Thucydides Trap

[17] Foreign policy scholars Hal Brands and Michael Beckley have stated that the Thucydides Trap has "become canonical", a "truism now invoked, ad nauseam, in explaining U.S.–China rivalry".

[18] Furthermore, BBC diplomatic correspondent Jonathan Marcus has quipped that Graham Allison's book expanding on the Thucydides trap, Destined For War, "has become required reading for many policymakers, academics and journalists".

"[20] The term gained further influence in 2018 as a result of an increase in US-Chinese tensions after US President Donald Trump imposed tariffs on almost half of China's exports to the US, leading to a trade war.

Lawrence Freedman, writing in Prism, the National Defense University's journal of complex operations, has similarly argued that "China’s main interest has always been its regional position, and if that is the case, then there are strong arguments for it to show patience, as its economic pull becomes progressively stronger.

[25][26] Foreign policy scholars Hal Brands and Michael Beckley have similarly argued that the Thucydides Trap "fundamentally misdiagnoses where China now finds itself on its arc of development", contending that it is China—and not the United States—that faces impending stagnation.

James Palmer, a deputy editor at Foreign Policy, in his article "Oh God, Not the Peloponnesian War Again", wrote of the Thucydides Trap that "conflicts between city-states in a backwater Eurasian promontory 2,400 years ago are an unreliable guide to modern geopolitics—and they neglect a vast span of world history that may be far more relevant".

Lawrence Freedman has similarly argued that "[t]he case studies deployed by Allison", which "come from times when issues of war and power were viewed differently than they are today", tell us "very little of value", concluding that "the Thucydides Trap is an unhelpful construct".

[24] Scholar David Daokai Li writes that the Thucydides Trap theory is flawed as applied to U.S.–China relations, because the model is based on Western and Ancient Greek analogies.

[29] Finally, some have noted that Chinese state propaganda outlets have latched onto the narrative of the Thucydides Trap in order to promote a set of power relations that favors China.

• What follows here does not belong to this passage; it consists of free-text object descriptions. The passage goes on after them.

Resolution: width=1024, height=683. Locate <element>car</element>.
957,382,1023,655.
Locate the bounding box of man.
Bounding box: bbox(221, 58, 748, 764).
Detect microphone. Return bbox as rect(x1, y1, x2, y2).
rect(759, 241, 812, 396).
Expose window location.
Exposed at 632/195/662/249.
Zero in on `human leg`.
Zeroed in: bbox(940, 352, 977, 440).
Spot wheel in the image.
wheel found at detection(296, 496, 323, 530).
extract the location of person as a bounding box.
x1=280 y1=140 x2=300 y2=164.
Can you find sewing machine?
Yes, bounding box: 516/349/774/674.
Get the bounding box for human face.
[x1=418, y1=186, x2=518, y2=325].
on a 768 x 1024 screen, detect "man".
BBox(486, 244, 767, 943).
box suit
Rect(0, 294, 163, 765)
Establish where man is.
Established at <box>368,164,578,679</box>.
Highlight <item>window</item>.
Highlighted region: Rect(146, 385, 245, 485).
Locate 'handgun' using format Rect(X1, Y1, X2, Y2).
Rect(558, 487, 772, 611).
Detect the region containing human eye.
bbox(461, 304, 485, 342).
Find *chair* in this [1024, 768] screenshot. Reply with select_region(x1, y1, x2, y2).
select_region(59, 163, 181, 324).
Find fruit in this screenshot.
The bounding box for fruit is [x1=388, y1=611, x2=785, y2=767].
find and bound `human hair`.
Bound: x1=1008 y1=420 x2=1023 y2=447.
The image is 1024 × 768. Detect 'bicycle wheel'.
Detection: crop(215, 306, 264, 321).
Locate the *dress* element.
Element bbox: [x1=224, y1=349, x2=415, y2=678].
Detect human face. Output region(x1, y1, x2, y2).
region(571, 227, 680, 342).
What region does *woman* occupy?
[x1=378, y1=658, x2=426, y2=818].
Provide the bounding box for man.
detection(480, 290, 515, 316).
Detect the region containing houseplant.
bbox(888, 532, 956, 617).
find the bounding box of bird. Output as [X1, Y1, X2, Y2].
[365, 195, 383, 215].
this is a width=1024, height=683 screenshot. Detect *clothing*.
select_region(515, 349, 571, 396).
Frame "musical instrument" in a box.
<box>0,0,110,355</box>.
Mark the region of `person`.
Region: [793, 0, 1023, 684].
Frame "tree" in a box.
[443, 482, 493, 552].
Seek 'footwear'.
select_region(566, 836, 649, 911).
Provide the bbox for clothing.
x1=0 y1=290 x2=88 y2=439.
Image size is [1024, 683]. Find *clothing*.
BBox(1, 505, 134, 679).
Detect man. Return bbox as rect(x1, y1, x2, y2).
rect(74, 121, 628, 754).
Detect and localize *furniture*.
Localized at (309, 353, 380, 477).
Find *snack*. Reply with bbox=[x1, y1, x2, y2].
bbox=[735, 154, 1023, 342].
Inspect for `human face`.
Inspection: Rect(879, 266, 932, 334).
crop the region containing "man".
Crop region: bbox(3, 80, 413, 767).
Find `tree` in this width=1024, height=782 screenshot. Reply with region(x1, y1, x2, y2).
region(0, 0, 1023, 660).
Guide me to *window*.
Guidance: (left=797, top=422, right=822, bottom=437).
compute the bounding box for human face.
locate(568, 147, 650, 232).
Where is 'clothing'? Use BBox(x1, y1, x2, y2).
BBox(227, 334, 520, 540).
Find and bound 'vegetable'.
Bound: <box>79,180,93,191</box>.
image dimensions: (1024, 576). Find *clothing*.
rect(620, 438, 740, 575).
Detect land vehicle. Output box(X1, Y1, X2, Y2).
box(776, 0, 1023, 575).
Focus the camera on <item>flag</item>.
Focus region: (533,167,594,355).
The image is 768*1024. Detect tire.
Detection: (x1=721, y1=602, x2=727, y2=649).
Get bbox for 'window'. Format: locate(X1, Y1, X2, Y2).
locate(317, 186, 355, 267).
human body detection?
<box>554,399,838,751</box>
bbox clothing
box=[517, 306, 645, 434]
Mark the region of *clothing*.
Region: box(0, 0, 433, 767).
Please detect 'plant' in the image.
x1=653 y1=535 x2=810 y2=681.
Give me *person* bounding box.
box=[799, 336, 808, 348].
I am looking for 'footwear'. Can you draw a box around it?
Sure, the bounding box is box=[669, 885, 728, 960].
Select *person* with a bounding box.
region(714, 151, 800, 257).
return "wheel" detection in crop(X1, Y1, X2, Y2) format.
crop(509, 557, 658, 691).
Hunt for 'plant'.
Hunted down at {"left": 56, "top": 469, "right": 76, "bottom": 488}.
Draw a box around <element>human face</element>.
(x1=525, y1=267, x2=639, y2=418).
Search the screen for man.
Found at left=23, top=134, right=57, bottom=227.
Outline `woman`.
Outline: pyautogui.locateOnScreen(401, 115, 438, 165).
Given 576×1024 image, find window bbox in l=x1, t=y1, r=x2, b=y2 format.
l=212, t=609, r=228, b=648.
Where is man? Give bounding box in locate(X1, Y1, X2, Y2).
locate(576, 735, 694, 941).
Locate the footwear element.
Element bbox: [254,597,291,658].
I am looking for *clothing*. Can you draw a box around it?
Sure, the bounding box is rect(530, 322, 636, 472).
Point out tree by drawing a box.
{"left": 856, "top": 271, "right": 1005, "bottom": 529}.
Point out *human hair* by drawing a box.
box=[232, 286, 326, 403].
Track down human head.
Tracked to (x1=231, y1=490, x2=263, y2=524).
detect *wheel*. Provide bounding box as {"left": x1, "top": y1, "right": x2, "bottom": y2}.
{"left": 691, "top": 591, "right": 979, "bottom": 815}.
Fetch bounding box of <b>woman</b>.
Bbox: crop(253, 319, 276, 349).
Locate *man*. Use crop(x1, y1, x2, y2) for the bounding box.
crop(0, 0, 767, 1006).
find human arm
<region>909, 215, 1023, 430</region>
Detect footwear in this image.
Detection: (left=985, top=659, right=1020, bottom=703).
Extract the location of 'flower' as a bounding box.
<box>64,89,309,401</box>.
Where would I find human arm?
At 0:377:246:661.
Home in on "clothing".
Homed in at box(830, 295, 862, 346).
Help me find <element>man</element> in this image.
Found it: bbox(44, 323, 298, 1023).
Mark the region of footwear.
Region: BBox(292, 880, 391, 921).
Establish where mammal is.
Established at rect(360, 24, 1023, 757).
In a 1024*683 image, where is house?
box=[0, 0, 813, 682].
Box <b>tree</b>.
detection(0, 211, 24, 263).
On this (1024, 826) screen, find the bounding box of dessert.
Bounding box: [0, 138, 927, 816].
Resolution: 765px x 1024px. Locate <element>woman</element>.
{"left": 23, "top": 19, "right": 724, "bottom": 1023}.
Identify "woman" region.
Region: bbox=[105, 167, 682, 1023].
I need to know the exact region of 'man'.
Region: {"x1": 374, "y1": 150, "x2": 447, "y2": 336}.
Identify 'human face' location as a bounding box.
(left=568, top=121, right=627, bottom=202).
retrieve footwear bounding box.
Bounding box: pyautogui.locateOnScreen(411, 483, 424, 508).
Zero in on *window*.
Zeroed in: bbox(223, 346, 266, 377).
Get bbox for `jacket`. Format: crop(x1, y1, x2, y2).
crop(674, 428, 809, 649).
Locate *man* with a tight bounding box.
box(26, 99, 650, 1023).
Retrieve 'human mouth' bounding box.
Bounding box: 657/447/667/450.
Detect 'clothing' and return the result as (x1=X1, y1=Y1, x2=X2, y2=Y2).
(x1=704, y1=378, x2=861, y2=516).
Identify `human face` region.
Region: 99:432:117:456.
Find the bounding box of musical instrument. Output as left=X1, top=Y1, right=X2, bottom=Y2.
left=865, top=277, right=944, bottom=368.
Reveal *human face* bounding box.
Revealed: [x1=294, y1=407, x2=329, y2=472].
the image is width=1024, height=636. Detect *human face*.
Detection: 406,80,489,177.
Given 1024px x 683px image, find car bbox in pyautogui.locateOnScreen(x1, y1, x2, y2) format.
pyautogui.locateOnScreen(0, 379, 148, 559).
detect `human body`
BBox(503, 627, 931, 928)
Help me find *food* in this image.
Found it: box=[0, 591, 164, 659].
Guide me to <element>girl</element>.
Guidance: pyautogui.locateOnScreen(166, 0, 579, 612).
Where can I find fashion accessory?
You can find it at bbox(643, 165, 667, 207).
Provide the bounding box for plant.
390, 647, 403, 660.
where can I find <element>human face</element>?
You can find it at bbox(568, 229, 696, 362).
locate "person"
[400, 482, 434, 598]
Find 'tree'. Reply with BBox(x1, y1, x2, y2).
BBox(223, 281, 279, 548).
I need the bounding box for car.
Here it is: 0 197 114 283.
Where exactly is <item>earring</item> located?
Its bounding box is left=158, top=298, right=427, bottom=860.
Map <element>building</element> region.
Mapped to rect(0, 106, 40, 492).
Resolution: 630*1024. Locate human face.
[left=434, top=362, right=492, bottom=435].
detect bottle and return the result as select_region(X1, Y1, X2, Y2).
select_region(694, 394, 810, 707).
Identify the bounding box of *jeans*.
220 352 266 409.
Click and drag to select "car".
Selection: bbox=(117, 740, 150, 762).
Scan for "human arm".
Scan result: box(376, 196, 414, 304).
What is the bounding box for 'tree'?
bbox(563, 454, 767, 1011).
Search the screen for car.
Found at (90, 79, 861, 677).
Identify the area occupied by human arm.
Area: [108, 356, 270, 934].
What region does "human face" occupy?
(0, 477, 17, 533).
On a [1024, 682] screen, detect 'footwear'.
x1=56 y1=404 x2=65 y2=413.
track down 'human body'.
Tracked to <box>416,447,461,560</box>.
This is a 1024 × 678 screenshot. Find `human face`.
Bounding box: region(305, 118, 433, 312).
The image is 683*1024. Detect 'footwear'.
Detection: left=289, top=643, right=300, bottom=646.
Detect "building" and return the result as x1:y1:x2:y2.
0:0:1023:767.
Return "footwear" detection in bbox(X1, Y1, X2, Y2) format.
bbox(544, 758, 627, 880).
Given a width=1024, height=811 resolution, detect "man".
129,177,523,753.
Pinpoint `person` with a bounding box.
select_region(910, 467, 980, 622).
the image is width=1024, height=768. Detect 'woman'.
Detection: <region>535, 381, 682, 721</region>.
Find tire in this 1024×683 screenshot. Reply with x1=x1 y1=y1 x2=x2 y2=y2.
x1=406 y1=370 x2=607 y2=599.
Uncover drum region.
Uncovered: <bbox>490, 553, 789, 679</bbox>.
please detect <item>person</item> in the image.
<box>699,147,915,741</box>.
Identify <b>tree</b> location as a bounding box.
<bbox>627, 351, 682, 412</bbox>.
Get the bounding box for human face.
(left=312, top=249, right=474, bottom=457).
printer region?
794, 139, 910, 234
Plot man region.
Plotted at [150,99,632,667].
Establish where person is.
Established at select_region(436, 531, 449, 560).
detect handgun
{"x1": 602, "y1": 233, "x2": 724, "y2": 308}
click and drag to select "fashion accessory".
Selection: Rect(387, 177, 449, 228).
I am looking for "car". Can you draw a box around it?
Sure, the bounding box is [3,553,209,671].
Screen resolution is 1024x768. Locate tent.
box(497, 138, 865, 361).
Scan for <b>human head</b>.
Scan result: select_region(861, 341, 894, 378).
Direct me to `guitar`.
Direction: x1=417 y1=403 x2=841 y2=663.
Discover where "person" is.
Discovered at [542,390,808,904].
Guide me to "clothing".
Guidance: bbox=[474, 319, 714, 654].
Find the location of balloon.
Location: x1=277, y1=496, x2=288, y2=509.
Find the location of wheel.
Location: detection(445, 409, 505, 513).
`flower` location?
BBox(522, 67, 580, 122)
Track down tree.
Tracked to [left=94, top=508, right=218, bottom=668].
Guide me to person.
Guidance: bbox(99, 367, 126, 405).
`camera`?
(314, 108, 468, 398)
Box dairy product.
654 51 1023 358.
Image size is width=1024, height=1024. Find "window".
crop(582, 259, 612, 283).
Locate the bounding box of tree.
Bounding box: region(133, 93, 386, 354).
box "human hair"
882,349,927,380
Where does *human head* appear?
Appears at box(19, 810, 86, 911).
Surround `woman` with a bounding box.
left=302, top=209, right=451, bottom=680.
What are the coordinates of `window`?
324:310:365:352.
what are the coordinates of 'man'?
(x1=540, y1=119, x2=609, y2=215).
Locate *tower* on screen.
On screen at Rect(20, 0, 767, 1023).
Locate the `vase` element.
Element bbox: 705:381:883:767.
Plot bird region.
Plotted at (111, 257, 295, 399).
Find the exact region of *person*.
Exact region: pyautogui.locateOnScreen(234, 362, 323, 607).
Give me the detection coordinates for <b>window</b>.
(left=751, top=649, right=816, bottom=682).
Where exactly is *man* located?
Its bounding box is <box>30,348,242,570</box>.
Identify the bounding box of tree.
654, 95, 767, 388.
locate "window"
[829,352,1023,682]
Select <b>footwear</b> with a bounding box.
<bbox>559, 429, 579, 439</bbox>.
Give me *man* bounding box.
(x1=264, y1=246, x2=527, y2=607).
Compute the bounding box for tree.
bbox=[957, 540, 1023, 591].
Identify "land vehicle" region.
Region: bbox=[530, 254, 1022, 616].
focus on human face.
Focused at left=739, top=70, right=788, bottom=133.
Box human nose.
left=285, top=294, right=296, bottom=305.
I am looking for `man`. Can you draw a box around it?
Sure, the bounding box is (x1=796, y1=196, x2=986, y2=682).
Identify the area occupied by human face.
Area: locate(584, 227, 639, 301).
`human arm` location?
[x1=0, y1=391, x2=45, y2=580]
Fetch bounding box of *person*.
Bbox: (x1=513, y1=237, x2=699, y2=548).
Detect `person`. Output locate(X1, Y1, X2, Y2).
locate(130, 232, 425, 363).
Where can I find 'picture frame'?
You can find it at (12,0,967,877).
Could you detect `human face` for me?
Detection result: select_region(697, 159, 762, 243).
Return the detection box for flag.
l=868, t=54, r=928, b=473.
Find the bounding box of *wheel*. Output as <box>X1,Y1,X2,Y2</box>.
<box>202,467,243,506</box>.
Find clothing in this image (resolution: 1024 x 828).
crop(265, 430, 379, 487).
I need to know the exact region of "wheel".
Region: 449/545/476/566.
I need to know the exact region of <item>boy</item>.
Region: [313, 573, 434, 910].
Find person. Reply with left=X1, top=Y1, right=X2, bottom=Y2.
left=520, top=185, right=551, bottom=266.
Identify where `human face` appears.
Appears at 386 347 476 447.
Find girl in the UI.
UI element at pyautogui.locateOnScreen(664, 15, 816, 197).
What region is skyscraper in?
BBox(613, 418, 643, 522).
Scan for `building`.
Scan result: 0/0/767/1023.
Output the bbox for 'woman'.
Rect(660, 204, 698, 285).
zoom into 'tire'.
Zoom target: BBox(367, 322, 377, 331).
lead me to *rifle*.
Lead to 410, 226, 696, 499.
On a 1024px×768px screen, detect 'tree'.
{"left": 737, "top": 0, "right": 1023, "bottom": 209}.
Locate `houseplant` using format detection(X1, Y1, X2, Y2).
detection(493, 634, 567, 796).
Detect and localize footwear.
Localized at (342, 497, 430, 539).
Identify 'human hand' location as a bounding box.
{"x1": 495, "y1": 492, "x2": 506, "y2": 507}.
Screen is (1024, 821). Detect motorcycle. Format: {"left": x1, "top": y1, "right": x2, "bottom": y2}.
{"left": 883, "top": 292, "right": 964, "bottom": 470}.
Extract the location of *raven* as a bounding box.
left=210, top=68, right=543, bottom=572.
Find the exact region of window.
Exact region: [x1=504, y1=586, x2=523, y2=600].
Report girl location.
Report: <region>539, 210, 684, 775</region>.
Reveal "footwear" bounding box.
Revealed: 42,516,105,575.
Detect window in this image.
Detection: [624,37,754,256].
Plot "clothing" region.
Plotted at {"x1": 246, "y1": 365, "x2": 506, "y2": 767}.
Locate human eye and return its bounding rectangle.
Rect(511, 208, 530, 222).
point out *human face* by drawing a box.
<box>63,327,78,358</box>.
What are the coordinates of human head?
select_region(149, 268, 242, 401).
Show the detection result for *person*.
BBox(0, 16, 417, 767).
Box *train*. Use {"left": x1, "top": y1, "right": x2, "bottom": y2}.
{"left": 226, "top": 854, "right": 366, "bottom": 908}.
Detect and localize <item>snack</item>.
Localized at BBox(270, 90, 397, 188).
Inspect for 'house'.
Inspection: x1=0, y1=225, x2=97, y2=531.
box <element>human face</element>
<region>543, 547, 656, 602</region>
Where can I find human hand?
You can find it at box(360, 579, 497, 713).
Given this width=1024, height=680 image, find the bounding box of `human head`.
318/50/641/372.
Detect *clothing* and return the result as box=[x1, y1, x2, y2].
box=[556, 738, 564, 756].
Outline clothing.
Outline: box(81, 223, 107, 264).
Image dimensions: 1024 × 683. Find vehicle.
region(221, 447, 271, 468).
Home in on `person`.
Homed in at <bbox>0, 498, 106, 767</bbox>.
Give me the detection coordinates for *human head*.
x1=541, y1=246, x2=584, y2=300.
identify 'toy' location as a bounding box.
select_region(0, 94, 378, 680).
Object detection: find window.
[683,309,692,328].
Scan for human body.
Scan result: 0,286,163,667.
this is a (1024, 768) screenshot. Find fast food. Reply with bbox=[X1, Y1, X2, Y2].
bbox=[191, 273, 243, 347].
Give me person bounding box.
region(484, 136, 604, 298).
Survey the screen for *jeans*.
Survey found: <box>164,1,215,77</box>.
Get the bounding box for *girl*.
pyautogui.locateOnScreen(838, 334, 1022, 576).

He cites fundamental differences between states as a key factor, explaining why such a dynamic did not emerge between the UK and the US despite the latter's rise but is evident in the tensions between the US and China due to their contrasting political and economic systems.

[27] Historian Arthur Waldron likewise argued that Kagan and Harvard classics scholar Ernst Badian had "long ago proved that no such thing exists as the 'Thucydides Trap'" with regards to the Peloponnesian War.

[26] Relatedly, political scientists Athanassios Platias and Vasilis Trigkas submitted that the Thucydides Trap is based on "inadvertent escalation" whereas the Peloponnesian war was an outcome of rational calculations.

In a case study for the Institute for National Strategic Studies, the military research arm of the National Defense University, Alan Greeley Misenheimer says that "Thucydides’ text does not support Allison's normative assertion about the 'inevitable' result of an encounter between 'rising' and 'ruling' powers" and that while it "draws welcome attention both to Thucydides and to the pitfalls of great power competition" it "fails as a heuristic device or predictive tool in the analysis of contemporary events".